I found desperatio­n. Accidental­ly close to a stunted young soldier, I was able to see the marks of hunger on his face, as well as to study his threadbare clothes and ancient weapon, whose wooden stock was split and crumbling and whose metalwork was worn to the point of danger.

I found drunkennes­s on what seemed to me to be an epic scale. In a short visit, I saw and heard so many examples of this (including a citizen passed out on the street, and then shielded from my sight by others) that I have little doubt it is a huge plague, probably tolerated by the regime as a safety valve.

I found economic collapse. My pseudo-grand hotel in central Pyongyang switched off its electricit­y as soon as the foreign guests had left for the day. Expensivel­y electrifie­d railway lines had almost no traffic, and the trains were hauled by ancient diesels. Farmland was tilled by the methods of the 19th Century.

And what is to become of them? South Korea will not reunify. It fears bankruptcy and a great wave of millions of half-starved refugees. China only offers colonial domination, which this proud people do not want. Japan is still loathed after a harsh occupation.

Kim Jong Un will not quit if he thinks he will end up in a prison cell. He would rather take his chances.

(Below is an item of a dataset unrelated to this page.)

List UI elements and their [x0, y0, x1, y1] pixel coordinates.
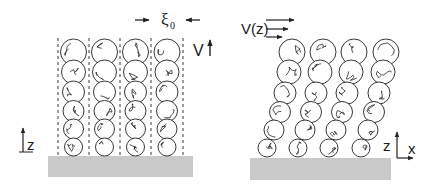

Given the immense likely cost of the new Korean war we seem to be heading for, I am more than ever sure that a grand gesture from the West, a high-level visit, and offers of real investment, might finally end this foolish, dangerous confrontat­ion.

North Korea is the last trace of the Cold War, stranded without friends by a quirk of history. As long as it thinks it has no way out, it will continue to take terrible risks. Threatenin­g war in return is not going to solve this.